Pierce calls mergers "a natural outgrowth of world markets." They lead to improved service because carriers can more easily control costs. At the same time, he says, confidentiality has given carriers a degree of contracting flexibility that can benefit shippers large and small.
For Maersk Sealand, the giant new ships provide the ability to address market surges better than their predecessors. With so much space in reserve, Maersk can more easily handle peak periods such as the Christmas rush, says director of marketing communications Tom Boyd.
Year-round, Maersk's strategy is to draw on secondary markets to help fill up its ships at a handful of hub ports. Boyd acknowledges that those big marine terminals are relatively few in number. A port must have 45 to 48 feet of water, depending on how fully the ship is loaded, in its channel. It must offer large amounts of backland for container storage and movement, along with a string of giant cranes that can work ships classified as post- Panamax - too wide to fit through the Panama Canal.
The first of Maersk's "S" class vessels was launched in 1996. The line was able to control costs - as well as shield the ships from prying eyes - because they were built in a private shipyard in Denmark. That gave Maersk a headstart over competing carriers, several of whom are designing and building even bigger ships.
Boyd says the Maersk-Sealand merger was a natural fit between two strong partners who had been sharing vessel space for years. He doesn't believe it will lead to a lessening of choices for shippers. Big as it is, he says, Maersk Sealand today commands only a 12 percent to 15 percent share of the worldwide ocean shipping market. "That's nowhere near what goes on in the rail business."
The Question of Ports
Shippers worry about another potential bottleneck in the ocean-shipping supply chain: ports.
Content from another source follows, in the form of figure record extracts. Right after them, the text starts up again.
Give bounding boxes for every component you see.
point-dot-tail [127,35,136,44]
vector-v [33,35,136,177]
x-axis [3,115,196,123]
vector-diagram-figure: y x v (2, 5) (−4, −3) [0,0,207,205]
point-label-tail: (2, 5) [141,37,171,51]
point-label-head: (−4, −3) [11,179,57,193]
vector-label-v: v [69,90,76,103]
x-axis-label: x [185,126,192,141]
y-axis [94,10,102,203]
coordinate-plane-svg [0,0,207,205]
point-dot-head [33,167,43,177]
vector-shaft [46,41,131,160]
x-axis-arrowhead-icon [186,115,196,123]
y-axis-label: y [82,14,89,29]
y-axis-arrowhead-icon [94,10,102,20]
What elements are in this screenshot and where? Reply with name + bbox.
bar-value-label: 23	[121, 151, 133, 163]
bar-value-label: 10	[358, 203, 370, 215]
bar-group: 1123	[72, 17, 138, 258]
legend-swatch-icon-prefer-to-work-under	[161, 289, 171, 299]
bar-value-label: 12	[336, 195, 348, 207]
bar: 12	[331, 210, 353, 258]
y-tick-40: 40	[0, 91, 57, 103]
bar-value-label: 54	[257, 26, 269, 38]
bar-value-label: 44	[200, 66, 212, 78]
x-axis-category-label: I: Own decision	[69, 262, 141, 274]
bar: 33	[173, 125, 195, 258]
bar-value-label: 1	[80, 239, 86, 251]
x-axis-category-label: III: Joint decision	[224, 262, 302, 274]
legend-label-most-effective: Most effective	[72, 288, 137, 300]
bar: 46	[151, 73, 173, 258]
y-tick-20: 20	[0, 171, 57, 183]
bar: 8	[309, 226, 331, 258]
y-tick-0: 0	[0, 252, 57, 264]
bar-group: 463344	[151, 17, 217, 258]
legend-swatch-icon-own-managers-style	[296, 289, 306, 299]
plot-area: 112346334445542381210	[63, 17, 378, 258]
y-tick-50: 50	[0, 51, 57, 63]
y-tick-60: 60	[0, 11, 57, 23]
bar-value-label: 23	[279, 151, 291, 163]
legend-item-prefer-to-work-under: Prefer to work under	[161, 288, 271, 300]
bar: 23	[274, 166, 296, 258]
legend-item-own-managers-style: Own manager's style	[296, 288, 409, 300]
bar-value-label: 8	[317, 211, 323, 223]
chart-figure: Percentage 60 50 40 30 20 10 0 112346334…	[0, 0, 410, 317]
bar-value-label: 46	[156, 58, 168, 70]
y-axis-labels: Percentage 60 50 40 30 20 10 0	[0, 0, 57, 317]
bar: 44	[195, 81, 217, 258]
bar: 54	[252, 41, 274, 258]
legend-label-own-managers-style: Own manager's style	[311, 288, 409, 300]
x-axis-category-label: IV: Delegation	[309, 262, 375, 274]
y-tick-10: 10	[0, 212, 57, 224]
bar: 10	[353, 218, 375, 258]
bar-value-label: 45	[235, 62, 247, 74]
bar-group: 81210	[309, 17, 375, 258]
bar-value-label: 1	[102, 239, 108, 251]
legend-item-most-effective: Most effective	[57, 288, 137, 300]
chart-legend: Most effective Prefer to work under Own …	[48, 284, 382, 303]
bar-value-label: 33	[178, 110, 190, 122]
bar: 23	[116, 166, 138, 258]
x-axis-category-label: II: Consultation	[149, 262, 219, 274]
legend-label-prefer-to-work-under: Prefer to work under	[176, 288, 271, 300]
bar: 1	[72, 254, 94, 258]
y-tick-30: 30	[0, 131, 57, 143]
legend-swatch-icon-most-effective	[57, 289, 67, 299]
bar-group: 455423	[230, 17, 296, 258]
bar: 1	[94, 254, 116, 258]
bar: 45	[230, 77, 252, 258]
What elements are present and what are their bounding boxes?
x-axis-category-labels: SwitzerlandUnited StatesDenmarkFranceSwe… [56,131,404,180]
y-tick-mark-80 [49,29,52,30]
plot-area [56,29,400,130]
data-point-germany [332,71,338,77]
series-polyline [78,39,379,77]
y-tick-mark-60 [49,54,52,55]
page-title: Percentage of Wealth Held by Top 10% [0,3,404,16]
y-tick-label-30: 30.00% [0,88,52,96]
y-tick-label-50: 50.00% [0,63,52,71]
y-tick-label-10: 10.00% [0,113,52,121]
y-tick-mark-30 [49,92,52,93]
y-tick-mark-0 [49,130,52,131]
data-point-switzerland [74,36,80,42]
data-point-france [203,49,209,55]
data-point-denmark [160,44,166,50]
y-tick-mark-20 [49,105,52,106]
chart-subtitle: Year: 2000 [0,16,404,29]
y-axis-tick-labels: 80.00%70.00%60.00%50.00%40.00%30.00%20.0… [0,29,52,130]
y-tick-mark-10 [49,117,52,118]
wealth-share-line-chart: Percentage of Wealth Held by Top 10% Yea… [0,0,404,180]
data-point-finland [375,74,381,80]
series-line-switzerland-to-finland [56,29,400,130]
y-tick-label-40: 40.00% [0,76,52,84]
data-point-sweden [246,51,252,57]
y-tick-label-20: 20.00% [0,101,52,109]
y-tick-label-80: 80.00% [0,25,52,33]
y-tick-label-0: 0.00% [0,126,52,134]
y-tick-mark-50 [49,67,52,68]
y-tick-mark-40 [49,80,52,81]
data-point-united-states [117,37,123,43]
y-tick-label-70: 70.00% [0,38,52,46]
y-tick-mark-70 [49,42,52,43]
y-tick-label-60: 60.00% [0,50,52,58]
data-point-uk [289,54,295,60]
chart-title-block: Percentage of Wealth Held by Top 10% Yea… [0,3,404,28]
As carriers group together into vessel-sharing alliances, or grow through acquisition, they require bigger and more sophisticated marine terminals. Already major ports such as Los Angeles have experienced periodic congestion, made worse by the fact that most carriers tend to call a given port on the same day of the week.
Ten years ago, most container carriers were content with a 100-acre terminal. Today, they need facilities four times that size. Maersk Sealand's new terminal at Los Angeles, the first phase of which should come on line in late 2001, will sprawl over 484 acres, equal to 366 football fields. Even larger terminals are sure to be built.
Port designer Jon Fisher, a senior planner with Oakland, Calif.-based VZM TransSystems, says the trend toward larger terminals won't result in gridlock. Ports and carriers will utilize state-of-the-art computer systems to process containers, plan ship stowage, and link up with inland transport. The result, he says, will be an even higher level of service.
Ports will have to play a kind of real-estate chess game in order to create large enough parcels to handle the expected surge in business. Los Angeles is working to free up parcels of 200 to 300 acres for its tenants, says Marketing Manager Al Fierstine. At the same time, terminal operators must find ways of boosting productivity at existing facilities, whether by stacking containers in the yard, installing new computer systems or increasing hours of operation.
Ocean shippers remain nervous about the future, even as they reap the benefits of excess vessel capacity. In his many public appearances, Pierce has long voiced concerns over the prospect of a handful of mega-carriers dominating the trades. But he doesn't see that happening in the near term.
"Shipping rate levels," says Pierce, "are the bargain of the new millennium."